A cotton fetish doll, more dried flowers, and cloth ribbons go into the flames.
“Those roses were from Carlos,” Autumn says.
They’d been twisted into a wreath, with a black armband, veteran of many funerals, hanging limply from one side.
“That guy Ben,” I say, “he seems completely free. No job —”
“No roof over his head when it rains, either,” points out Autumn, who has been unemployed this last year.
“He has his tent. He has the clouds, the mountains, the light through the fog, the whole Pacific Ocean whenever he wants it. He has music, and a beautiful fire.”
“And a bottle of Amstel and two cans of Pale Ale.”
“Right! And he seems completely content. Do you think he’s the happiest man on the beach, or do you suppose he ever gets lonely?”
Autumn shrugs. “Probably a little of both.”
The setting sun is a long candle over the dark water. I scan the dome of sky.
“When we see the first star,” I say, “it will officially be Shabbat.”
“He does have really clear eyes,” Autumn concedes. “When I worked at the shelter I saw a lot of homeless people, and so many of their eyes had that filmy look.”
“That’s from drugs. Or from being really sick and run-down.”
“Yeah. Look! Is that the first star, or is it a plane?”
Regardless, we link hands and begin to softly sing a niggun, a wordless melody, to welcome the Sabbath; Autumn and I have been singing together in ritual circles for several years now.
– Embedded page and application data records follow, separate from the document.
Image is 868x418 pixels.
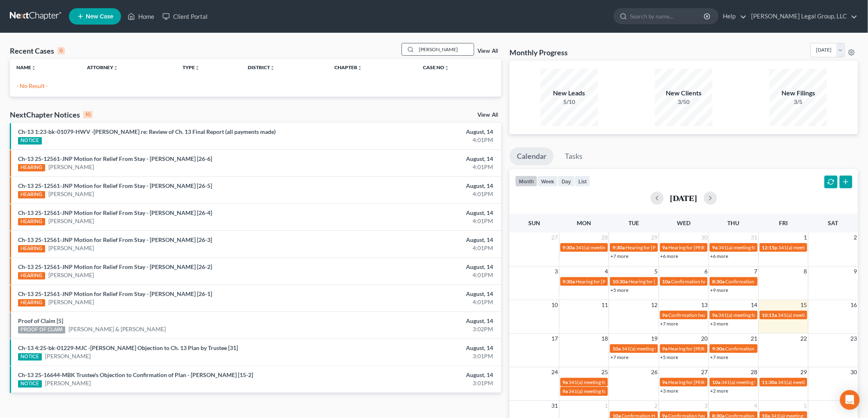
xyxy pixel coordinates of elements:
[700,368,708,378] span: 27
[18,155,212,162] a: Ch-13 25-12561-JNP Motion for Relief From Stay - [PERSON_NAME] [26-6]
[340,263,493,271] div: August, 14
[16,82,495,90] p: - No Result -
[340,271,493,279] div: 4:01PM
[551,401,559,411] span: 31
[575,176,590,187] button: list
[662,313,668,318] span: 9a
[661,354,679,361] a: +5 more
[509,147,554,165] a: Calendar
[18,344,238,351] a: Ch-13 4:25-bk-01229-MJC -[PERSON_NAME] Objection to Ch. 13 Plan by Trustee [31]
[803,267,808,277] span: 8
[712,313,717,318] span: 9a
[18,137,42,144] div: NOTICE
[48,244,94,252] a: [PERSON_NAME]
[668,313,779,318] span: Confirmation hearing for Kateava [PERSON_NAME]
[18,291,212,298] a: Ch-13 25-12561-JNP Motion for Relief From Stay - [PERSON_NAME] [26-1]
[340,217,493,226] div: 4:01PM
[828,219,838,226] span: Sat
[604,401,609,411] span: 1
[563,389,568,395] span: 9a
[610,287,628,293] a: +5 more
[477,112,498,118] a: View All
[800,368,808,378] span: 29
[551,233,559,243] span: 27
[613,346,620,352] span: 10a
[626,244,689,250] span: Hearing for [PERSON_NAME]
[158,9,212,24] a: Client Portal
[610,253,628,259] a: +7 more
[18,245,45,253] div: HEARING
[18,326,65,334] div: PROOF OF CLAIM
[68,325,166,333] a: [PERSON_NAME] & [PERSON_NAME]
[762,244,778,250] span: 12:15p
[48,299,94,306] a: [PERSON_NAME]
[477,48,498,54] a: View All
[613,244,625,250] span: 9:30a
[762,379,777,385] span: 11:30a
[600,233,609,243] span: 28
[725,346,819,352] span: Confirmation Hearing for [PERSON_NAME]
[853,233,858,243] span: 2
[18,381,42,388] div: NOTICE
[554,267,559,277] span: 3
[668,244,733,250] span: Hearing for [PERSON_NAME]
[416,43,474,55] input: Search by name...
[18,317,63,324] a: Proof of Claim [5]
[340,136,493,144] div: 4:01PM
[662,379,668,385] span: 9a
[762,313,777,318] span: 10:15a
[662,278,671,285] span: 10a
[779,219,787,226] span: Fri
[703,401,708,411] span: 3
[18,209,212,216] a: Ch-13 25-12561-JNP Motion for Relief From Stay - [PERSON_NAME] [26-4]
[18,219,45,226] div: HEARING
[750,368,759,378] span: 28
[712,379,720,385] span: 10a
[87,64,118,71] a: Attorneyunfold_more
[123,9,158,24] a: Home
[423,64,449,71] a: Case Nounfold_more
[576,278,640,285] span: Hearing for [PERSON_NAME]
[769,98,827,106] div: 3/5
[670,194,697,202] h2: [DATE]
[48,217,94,226] a: [PERSON_NAME]
[754,401,759,411] span: 4
[700,300,708,310] span: 13
[537,176,558,187] button: week
[725,278,818,285] span: Confirmation hearing for [PERSON_NAME]
[850,300,858,310] span: 16
[750,233,759,243] span: 31
[662,244,668,250] span: 9a
[18,128,276,135] a: Ch-13 1:23-bk-01079-HWV -[PERSON_NAME] re: Review of Ch. 13 Final Report (all payments made)
[31,66,36,71] i: unfold_more
[600,334,609,344] span: 18
[651,368,658,378] span: 26
[651,233,658,243] span: 29
[48,190,94,199] a: [PERSON_NAME]
[18,371,253,378] a: Ch-13 25-16644-MBK Trustee's Objection to Confirmation of Plan - [PERSON_NAME] [15-2]
[540,88,598,98] div: New Leads
[57,47,64,54] div: 0
[45,352,91,361] a: [PERSON_NAME]
[748,9,858,24] a: [PERSON_NAME] Legal Group, LLC
[604,267,609,277] span: 4
[340,155,493,163] div: August, 14
[18,272,45,280] div: HEARING
[712,278,724,285] span: 8:30a
[195,66,200,71] i: unfold_more
[563,379,568,385] span: 9a
[710,253,728,259] a: +6 more
[779,244,858,250] span: 341(a) meeting for [PERSON_NAME]
[113,66,118,71] i: unfold_more
[18,182,212,189] a: Ch-13 25-12561-JNP Motion for Relief From Stay - [PERSON_NAME] [26-5]
[630,9,705,24] input: Search by name...
[18,237,212,244] a: Ch-13 25-12561-JNP Motion for Relief From Stay - [PERSON_NAME] [26-3]
[651,300,658,310] span: 12
[248,64,275,71] a: Districtunfold_more
[719,9,747,24] a: Help
[340,182,493,190] div: August, 14
[850,334,858,344] span: 23
[655,98,713,106] div: 3/50
[509,47,568,57] h3: Monthly Progress
[661,388,679,394] a: +3 more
The beach, disappearing into darkness around us, seems very vast, lit only by this small campfire. From the niggun we move to the bruchas, the blessings, one after the other, in whatever order we remember them: the chant for healing, the Barchu, the call to prayer, the Shema. We’ve performed them at Shabbat minyans, crowded on cushions on the floor of friends’ apartments, and at the big pagan celebrations of solstice and equinox, which take place here at Ocean Beach. The last one featured a huge bonfire, with much drumming and whooping and chanting. I would never have gone naked into the freezing surf if Autumn hadn’t peeled his clothes off first, looked at me mischievously, and said, “I double-dare you.”
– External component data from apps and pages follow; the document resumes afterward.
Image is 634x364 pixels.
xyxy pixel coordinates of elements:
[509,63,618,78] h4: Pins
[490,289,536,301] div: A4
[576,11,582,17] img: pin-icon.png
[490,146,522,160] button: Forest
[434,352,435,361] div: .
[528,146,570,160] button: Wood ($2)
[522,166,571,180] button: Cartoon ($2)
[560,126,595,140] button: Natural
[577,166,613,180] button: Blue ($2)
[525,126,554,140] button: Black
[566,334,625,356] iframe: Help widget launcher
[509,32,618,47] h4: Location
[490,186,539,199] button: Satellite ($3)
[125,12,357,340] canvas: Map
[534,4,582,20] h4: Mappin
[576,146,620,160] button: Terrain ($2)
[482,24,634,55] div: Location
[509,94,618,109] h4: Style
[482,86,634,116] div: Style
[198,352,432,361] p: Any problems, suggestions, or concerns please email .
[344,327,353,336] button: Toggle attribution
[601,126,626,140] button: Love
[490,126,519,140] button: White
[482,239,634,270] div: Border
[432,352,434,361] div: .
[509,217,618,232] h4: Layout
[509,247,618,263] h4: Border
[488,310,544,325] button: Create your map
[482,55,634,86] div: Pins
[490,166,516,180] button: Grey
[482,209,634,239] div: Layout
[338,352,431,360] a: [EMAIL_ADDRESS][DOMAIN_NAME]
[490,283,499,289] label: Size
He’s been so sad for so long now. Whenever we talk I have to confront his ocean of grief. I plant my feet sturdily in the ridiculous beauty of this world and offer him my hand, but he seems only to get sucked in deeper and deeper by the undertow. And the truth is, my own footing is none too secure.
He glances up at me from the fire, and a tear slips out of one eye. “I miss my old apartment already, and I’m not even moved out yet. Nothing turned out the way I thought it would. I’ve lost count of how many memorial services I’ve been to in the last five years.”
A soft whistle in the dark alerts us that Ben is back. He’s carrying a plastic grocery sack over one arm and balancing a few cut logs on his head. “Got to use your head for something!” he says.
“We’ll be heading off, then,” I say. Wanting to touch this possibly free, possibly happy man, I shake his hand, which is rough and dry. Out of nowhere, I think of Allen Ginsberg’s description of Walt Whitman: “Dear father, graybeard, lonely old courage-teacher.”
“Do you ever get lonely?” I ask impulsively, ignoring Autumn’s warning look.
“No,” Ben says, “somebody always comes along. People like fires.”